United Nations 2016 Asia Regional Forum on Business and Human Rights in Doha
Vicky Bowman, Director, and Rosie Zhang, Deputy Director, MCRB participated in the United Nations 2016 Asia Regional Forum on Business and Human Rights in Doha, Qatar on 19-20 April.
The full Regional Forum program and speakers can be accessed here. This was the first time that the Regional Forum had been held in Asia.
The discussion on Mega Sporting Events and human rights, which MCRB’s founder organization Institute of Human Rights and Business played a leading role in putting together, bringing in Professor John Ruggie, former Special Representative of the UN Secretary General and Professor at Harvard Kennedy School of Government, was the most well-attended session of the Forum, with strong interest driven by the forthcoming World Cup in Qatar.
Other panel discussions, which involved NGO/civil society, business and state representatives, included human rights in supply chains; the protection of migrant workers; efforts to prevent forced labour; large-scale land investments; the protection of indigenous peoples; the right to privacy on the internet; ways to ensure access to effective remedy when harms occur; and the development of national action plans on business and human rights were discussed intensively in two days among 400 representatives from public, private and civil society from over 30 countries.
Vicky Bowman moderated the panel on ‘Indigenous peoples in Asia in the context of business activities’, drawing on MCRB’s Briefing Paper on Indigenous peoples rights and business in Myanmar. Experiences of safeguarding IPs rights in Papua New Guinea, Malaysia, Indonesia, Philippines, India and Nepal were shared, with a particular focus on whether government legal and institutional frameworks helped or hindered this. Particular examples from Malaysia and Philippines were mentioned in which indigenous peoples’ ‘consent’ was arranged through ‘representatives’ who lacked legitimacy.
Vicky also spoke on the panel on multistakeholder and sector wide approaches to human rights impact assessment, drawing on MCRB’s SWIAs in oil and gas, tourism and ICT. The findings of the ICT SWIA were also summarised in the session regarding ICT and Human Rights, where Malavika Jayaram of the Centre for Internet and Society summarised current hot topics concerning privacy and the internet in developing countries. Many of these – such as ‘The Tradeoff Fallacy’ - resonated with the findings of MCRB’s ICT SWIA.
Rosie Zhang, Deputy Director of MCRB, acted as one of the four Forum Rapporteurs, reporting back from parallel sessions with key recommendations to address salient business-related human rights issues in Asia. The Gulf Times quoted her as saying 'there is greater necessity to incorporate human rights in the national development goals in some of the underdeveloped countries of the Asean region as such initiatives would eventually contribute to overcome their image as ‘underdeveloped, low-wage countries and cheap labour destinations’”.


Your goal.
Every line of the data below should be repeated exactly, and no picture should be copied.

+++ Records to process

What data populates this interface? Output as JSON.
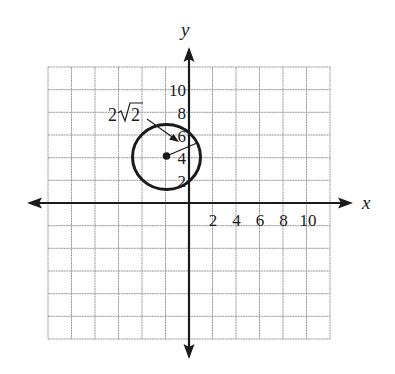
{
  "figure": {
    "axes": {
      "x_label": "x",
      "y_label": "y",
      "x_tick_labels": [
        "2",
        "4",
        "6",
        "8",
        "10"
      ],
      "y_tick_labels": [
        "2",
        "4",
        "6",
        "8",
        "10"
      ],
      "grid_step": 2,
      "x_range": [
        -12,
        12
      ],
      "y_range": [
        -12,
        12
      ]
    },
    "circle": {
      "center": [
        -2,
        4
      ],
      "radius_label_prefix": "2",
      "radius_label_root": "2",
      "radius_label": "2√2"
    },
    "colors": {
      "ink": "#1a1a1a",
      "grid": "#9a9a9a",
      "background": "#ffffff"
    }
  }
}
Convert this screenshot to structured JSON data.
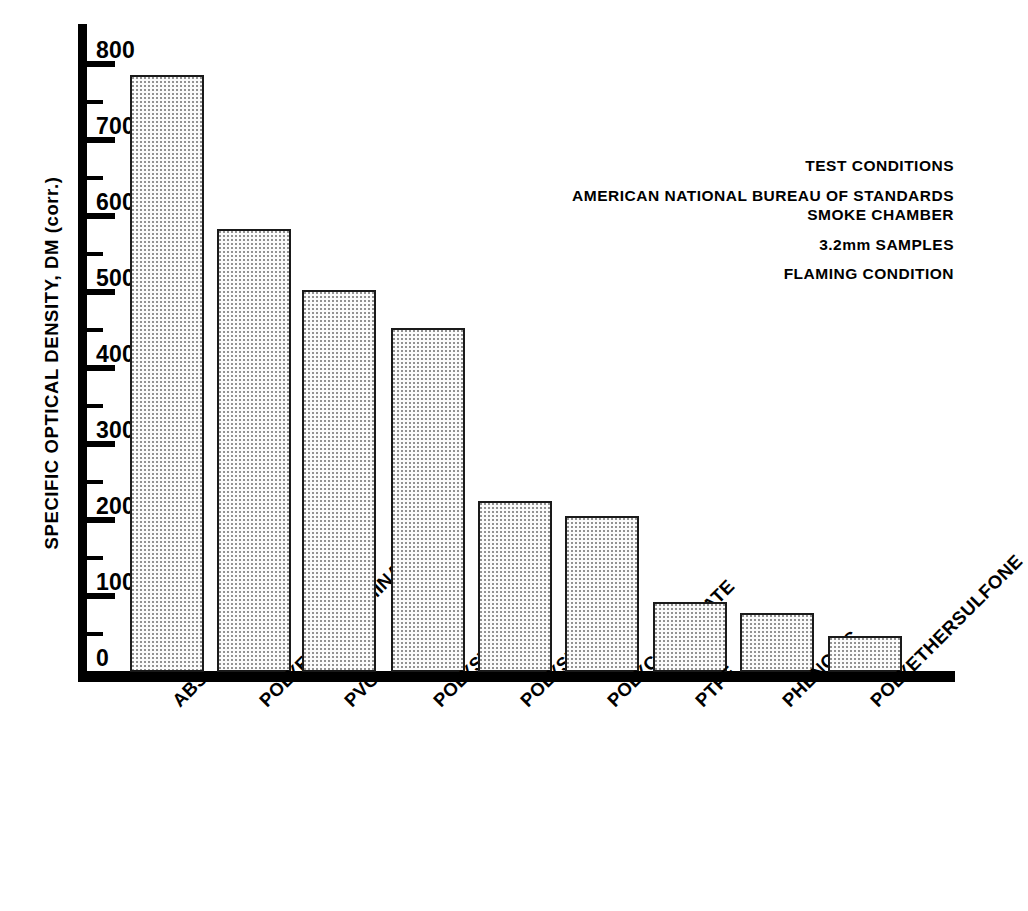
{
  "chart_data": {
    "type": "bar",
    "title": "",
    "subtitle": "",
    "xlabel": "",
    "ylabel": "SPECIFIC OPTICAL DENSITY, DM (corr.)",
    "ylim": [
      0,
      820
    ],
    "yticks": [
      0,
      100,
      200,
      300,
      400,
      500,
      600,
      700,
      800
    ],
    "ytick_labels": [
      "0",
      "100",
      "200",
      "300",
      "400",
      "500",
      "600",
      "700",
      "800"
    ],
    "minor_ticks": [
      50,
      150,
      250,
      350,
      450,
      550,
      650,
      750
    ],
    "grid": false,
    "legend": null,
    "categories": [
      "ABS",
      "POLYESTER LAMINATE",
      "PVC",
      "POLYSTYRENE",
      "POLYSULFONE",
      "POLYCARBONATE",
      "PTFE",
      "PHENOLIC",
      "POLYETHERSULFONE"
    ],
    "values": [
      785,
      583,
      502,
      452,
      225,
      205,
      92,
      78,
      47
    ],
    "bar_fill": "#fbfbfb",
    "bar_edge": "#1a1a1a",
    "annotations": [
      "TEST CONDITIONS",
      "AMERICAN NATIONAL BUREAU OF STANDARDS",
      "SMOKE CHAMBER",
      "3.2mm SAMPLES",
      "FLAMING CONDITION"
    ]
  },
  "axis": {
    "y_label": "SPECIFIC OPTICAL DENSITY, DM (corr.)"
  },
  "annotation": {
    "line1": "TEST CONDITIONS",
    "line2": "AMERICAN NATIONAL BUREAU OF STANDARDS",
    "line3": "SMOKE CHAMBER",
    "line4": "3.2mm SAMPLES",
    "line5": "FLAMING CONDITION"
  }
}
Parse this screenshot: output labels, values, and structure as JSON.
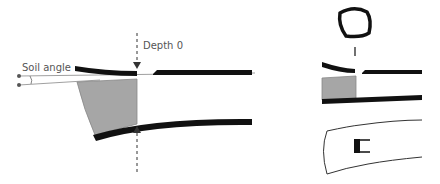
{
  "labels": {
    "soil_angle": "Soil angle",
    "depth_zero": "Depth 0"
  },
  "colors": {
    "stroke": "#111111",
    "soil_fill": "#a6a6a6",
    "thin_line": "#777777",
    "label_text": "#555555"
  },
  "panels": [
    {
      "name": "side-section-large",
      "description": "Longitudinal section with soil angle and depth 0 markers"
    },
    {
      "name": "cross-section-outline",
      "description": "Rounded quadrilateral cross-section"
    },
    {
      "name": "side-section-small",
      "description": "Smaller longitudinal section"
    },
    {
      "name": "plan-view",
      "description": "Top view outline with black marker"
    }
  ]
}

++++++

Solved exercise.
What data populates this interface? Output as JSON.
{
  "figure": {
    "axes": {
      "x_label": "x",
      "y_label": "y",
      "x_tick_labels": [
        "2",
        "4",
        "6",
        "8",
        "10"
      ],
      "y_tick_labels": [
        "2",
        "4",
        "6",
        "8",
        "10"
      ],
      "grid_step": 2,
      "x_range": [
        -12,
        12
      ],
      "y_range": [
        -12,
        12
      ]
    },
    "circle": {
      "center": [
        -2,
        4
      ],
      "radius_label_prefix": "2",
      "radius_label_root": "2",
      "radius_label": "2√2"
    },
    "colors": {
      "ink": "#1a1a1a",
      "grid": "#9a9a9a",
      "background": "#ffffff"
    }
  }
}
Convert this screenshot to structured JSON data.
{
  "chart_data": {
    "type": "bar",
    "title": "",
    "subtitle": "",
    "xlabel": "",
    "ylabel": "SPECIFIC OPTICAL DENSITY, DM (corr.)",
    "ylim": [
      0,
      820
    ],
    "yticks": [
      0,
      100,
      200,
      300,
      400,
      500,
      600,
      700,
      800
    ],
    "ytick_labels": [
      "0",
      "100",
      "200",
      "300",
      "400",
      "500",
      "600",
      "700",
      "800"
    ],
    "minor_ticks": [
      50,
      150,
      250,
      350,
      450,
      550,
      650,
      750
    ],
    "grid": false,
    "legend": null,
    "categories": [
      "ABS",
      "POLYESTER LAMINATE",
      "PVC",
      "POLYSTYRENE",
      "POLYSULFONE",
      "POLYCARBONATE",
      "PTFE",
      "PHENOLIC",
      "POLYETHERSULFONE"
    ],
    "values": [
      785,
      583,
      502,
      452,
      225,
      205,
      92,
      78,
      47
    ],
    "bar_fill": "#fbfbfb",
    "bar_edge": "#1a1a1a",
    "annotations": [
      "TEST CONDITIONS",
      "AMERICAN NATIONAL BUREAU OF STANDARDS",
      "SMOKE CHAMBER",
      "3.2mm SAMPLES",
      "FLAMING CONDITION"
    ]
  },
  "axis": {
    "y_label": "SPECIFIC OPTICAL DENSITY, DM (corr.)"
  },
  "annotation": {
    "line1": "TEST CONDITIONS",
    "line2": "AMERICAN NATIONAL BUREAU OF STANDARDS",
    "line3": "SMOKE CHAMBER",
    "line4": "3.2mm SAMPLES",
    "line5": "FLAMING CONDITION"
  }
}
Parse this screenshot: output labels, values, and structure as JSON.
{
  "labels": {
    "soil_angle": "Soil angle",
    "depth_zero": "Depth 0"
  },
  "colors": {
    "stroke": "#111111",
    "soil_fill": "#a6a6a6",
    "thin_line": "#777777",
    "label_text": "#555555"
  },
  "panels": [
    {
      "name": "side-section-large",
      "description": "Longitudinal section with soil angle and depth 0 markers"
    },
    {
      "name": "cross-section-outline",
      "description": "Rounded quadrilateral cross-section"
    },
    {
      "name": "side-section-small",
      "description": "Smaller longitudinal section"
    },
    {
      "name": "plan-view",
      "description": "Top view outline with black marker"
    }
  ]
}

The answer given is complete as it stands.